To get to that Hash House, the original Hash House, as we learned, we had to park in a lot in which you stuff dollar bills into the slot amidst a bank of slots that corresponds to the numbered space you parked in. That was a few blocks from Hash House a Go Go, so we walked past bungalows, a rare instance for me to marvel at people living in the midst of what looked like a kind of downtown San Diego. Maybe it was actually part of downtown San Diego. Obviously that thought shows that I know nothing about San Diego beyond Sea World and where we were, and even then I couldn't tell where we are.
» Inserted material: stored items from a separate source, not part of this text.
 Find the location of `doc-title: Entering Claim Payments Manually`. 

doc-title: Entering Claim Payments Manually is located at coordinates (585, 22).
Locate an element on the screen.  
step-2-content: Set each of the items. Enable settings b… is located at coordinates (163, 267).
Passing the bungalows, there were blinds open in one window, revealing a very small study/library with a lamp in a corner, a small plush red leather couch and a matching red leather easy chair. Right away I wanted to live there. Forget the other rooms in that bungalow, I just wanted that one room. I loved how small it was, how private, and that the bookshelves were tall enough to promise whatever adventures you seek in words.
On our walk back from Hash House a Go Go to the car, we passed that same window, but the blinds had been drawn. But I've never forgotten about that room, especially today, reading The Tortilla Curtain by T.C. Boyle, about an illegal Mexican couple's battle to survive in Southern California, living in a ravine and looking for work, and a gated-community couple who want to keep the world out, though the husband is more conflicted than his realtor wife because he writes a nature observation column for a conservation magazine, though it's debatable how much nature is left and especially how much beauty when the Arroyo Blanco Estates homeowners association wants to erect a high wall against the rest of the world, trying to keep out the coyotes (which snatched up the couple's two dogs) and everything else they see as a threat, including illegal immigrants.
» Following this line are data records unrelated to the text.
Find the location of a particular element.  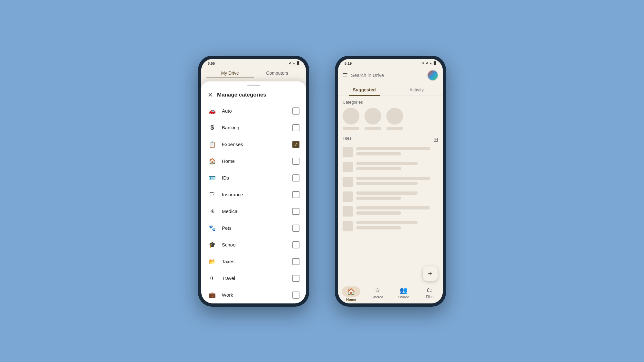

nav-item-starred: ☆ Starred is located at coordinates (377, 293).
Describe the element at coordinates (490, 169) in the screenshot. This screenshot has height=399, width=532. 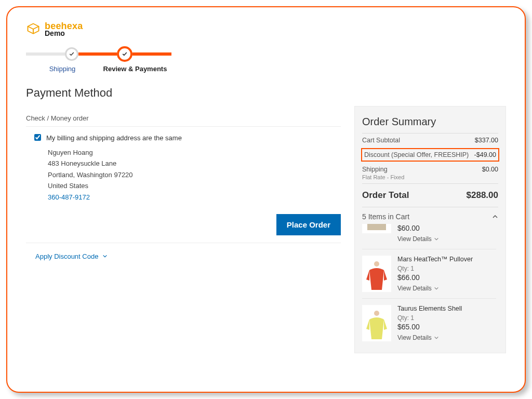
I see `shipping-value: $0.00` at that location.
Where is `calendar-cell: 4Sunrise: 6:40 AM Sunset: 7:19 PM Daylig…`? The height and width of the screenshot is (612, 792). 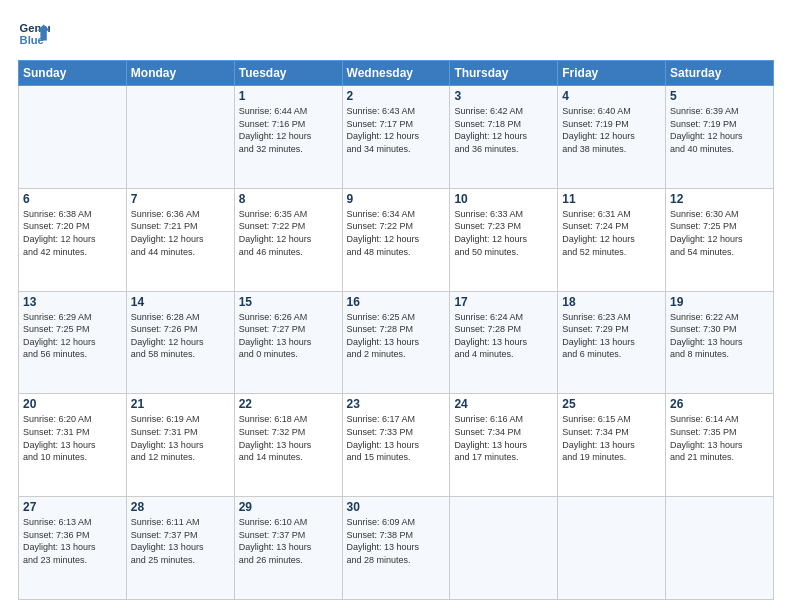
calendar-cell: 4Sunrise: 6:40 AM Sunset: 7:19 PM Daylig… is located at coordinates (612, 138).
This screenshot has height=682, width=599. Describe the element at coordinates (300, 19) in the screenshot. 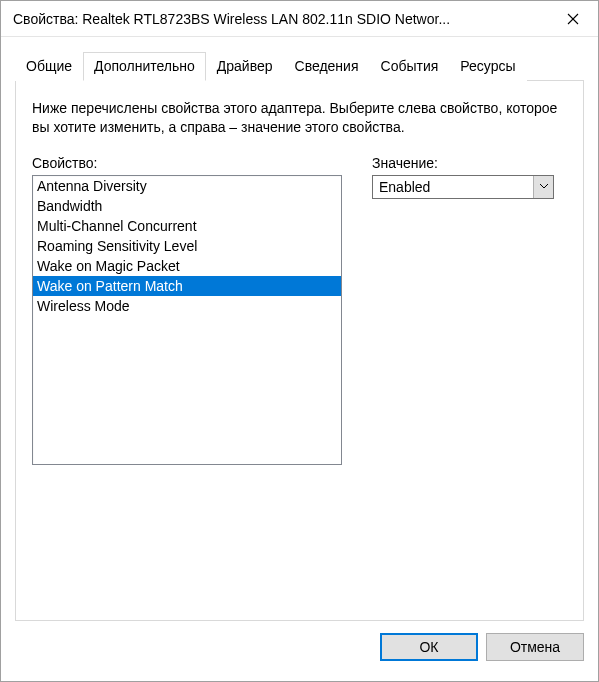

I see `titlebar: Свойства: Realtek RTL8723BS Wireless LAN…` at that location.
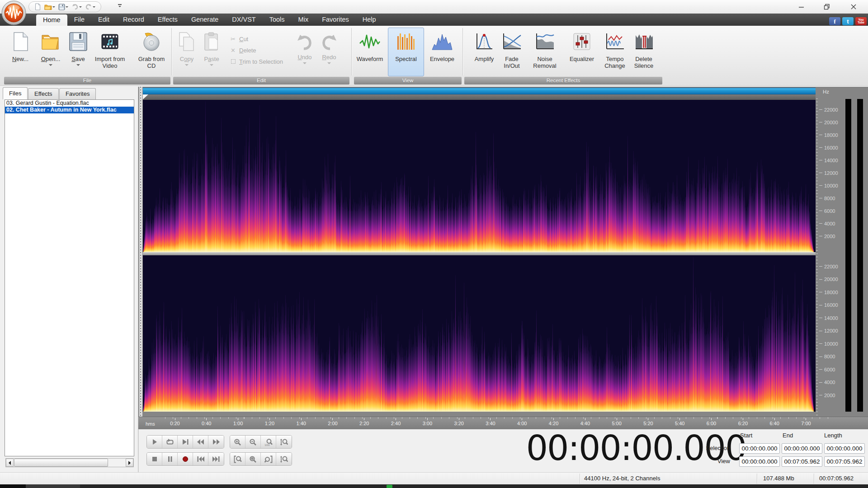 The height and width of the screenshot is (488, 868). Describe the element at coordinates (216, 442) in the screenshot. I see `fast-forward-button` at that location.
I know this world. I live in this world. I see it differently. You do what you can here, whoever you are. You live however you can make it work. The most we have in my Saugus neighborhood (located at the ass end of the Santa Clarita Valley) are people who don't pick up after their dogs, though that means nothing to me because I've never witnessed it and therefore it isn't my problem. It's just the problem of those for whom it's a genuine concern and those nosy types who walk around looking to stir up trouble just to make themselves feel good.
Oh, but I know all about homeowners associations, how the board is populated by little Caesars who know that this is the only kind of power they will ever have, and they're gleeful to use it and abuse it.
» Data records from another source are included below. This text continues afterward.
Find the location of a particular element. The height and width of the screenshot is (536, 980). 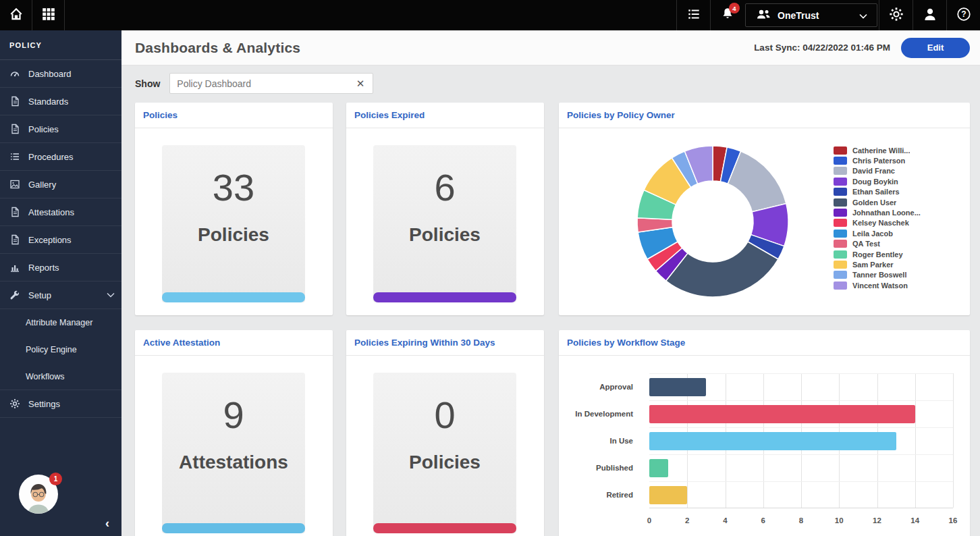

sidebar-nav: DashboardStandardsPoliciesProceduresGall… is located at coordinates (61, 239).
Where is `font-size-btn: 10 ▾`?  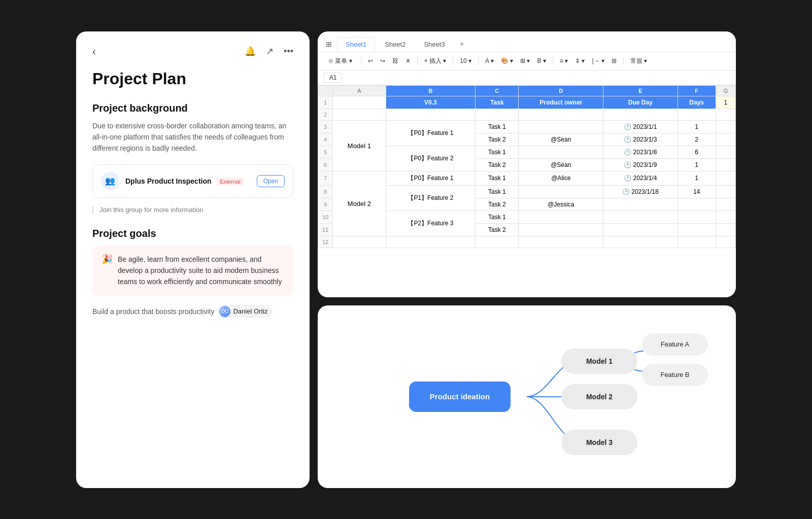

Anyway, as I read The Tortilla Curtain, I remembered how I need to make more time for books like these, to inspire me, to reignite my love for understated fiction, of which Boyle is an expert, and stocks it with so many observations that are ironic, absurdly funny, somber and sad. I know for sure that I want to read all of his other books.
And I remembered that study/library, and how this is a perfect book for that kind of setting because you rise up from that room and out into the world, into this particular world, and when you return, you can sit comfortably, pondering everything you've read. And then the shelves beckon again. I want a room like that one day.